For FHA borrowers, medical debt removal tends to produce faster score results than disputing other negative tradelines — partly because of the policy environment and partly because the older FICO models FHA uses scored medical collections particularly harshly. Addressing medical collections early in your credit repair timeline is consistently one of the highest-leverage moves for borrowers targeting FHA loan approval.
A Step-by-Step Credit Repair Action Plan for FHA Loan Readiness
Combining everything above, here is a sequenced action plan designed specifically for borrowers repairing credit in preparation for an FHA loan application.

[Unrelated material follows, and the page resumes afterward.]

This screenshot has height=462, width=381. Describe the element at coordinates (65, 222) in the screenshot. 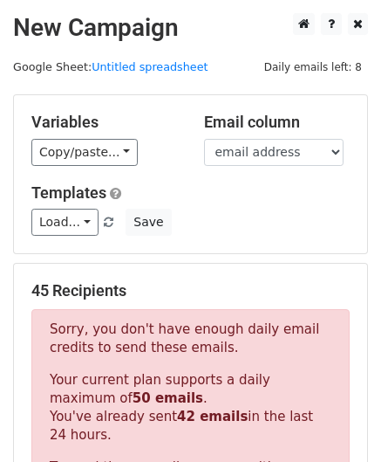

Months 1–2: Assessment and Quick Wins
- Pull all three credit reports from AnnualCreditReport.com and identify every negative tradeline, its age, balance, and current dispute status.
- Calculate your current middle FICO score using a mortgage-specific credit monitoring tool — consumer VantageScore products will not match what FHA lenders pull.
- Identify and dispute any medical collections under $500 still appearing on your credit report — these should have been removed under bureau policy.
- Pay revolving balances down below 30% utilization. If you can reach below 10% on all revolving accounts, the score impact is even greater.
- Send goodwill letters for any 30-day lates within the last 24 months on accounts that are otherwise in good standing.
Months 3–4: Dispute and Monitor
- File Metro 2 compliance disputes on any tradelines with reporting errors — incorrect account status, wrong dates of first delinquency, duplicate entries.
- Monitor dispute responses from all three bureaus. Under the FCRA, bureaus must complete investigations within 30 days (or 45 days if you submitted supporting documentation).
- Verify your CAIVRS status if you have any prior federal debt — student loans, FHA loans, SBA loans, or other federally backed debt. This is something a mortgage lender can run for you before formal application.
- Confirm your target purchase price falls within your county’s FHA loan limits for 2026.
Month 5–6: Pre-Application Verification
- Pull all three credit reports again. Confirm zero accounts remain in dispute status.
- Verify your middle FICO score using a tri-merge report — ideally run by a mortgage broker or loan officer in a soft-pull context before formal application.
- Begin gathering FHA loan application documentation: two years of tax returns, 30 days of pay stubs, two months of bank statements showing your down payment funds, and evidence of any gift funds if applicable.
- Shop at least three FHA lenders, specifically asking each for their minimum credit score overlay and maximum DTI limit. Do not assume all FHA lenders follow the same rules.
This plan is designed for borrowers with a 90-to-180-day runway. If your timeline is shorter, focus exclusively on utilization reduction and medical collection disputes — those produce the fastest results. If your timeline is longer, you have room to address charge-offs, build positive payment history, and allow seasoned derogatory items to age further before applying.
Editorial note: This article was reviewed by the editorial team at OnlineCreditRepair.com for accuracy and compliance with CROA guidelines. Content reflects FHA guidelines as of 2026 and cites HUD Handbook 4000.1, CFPB consumer guidance, and FCRA provisions. Nothing in this article constitutes a guarantee of credit score improvement or loan approval.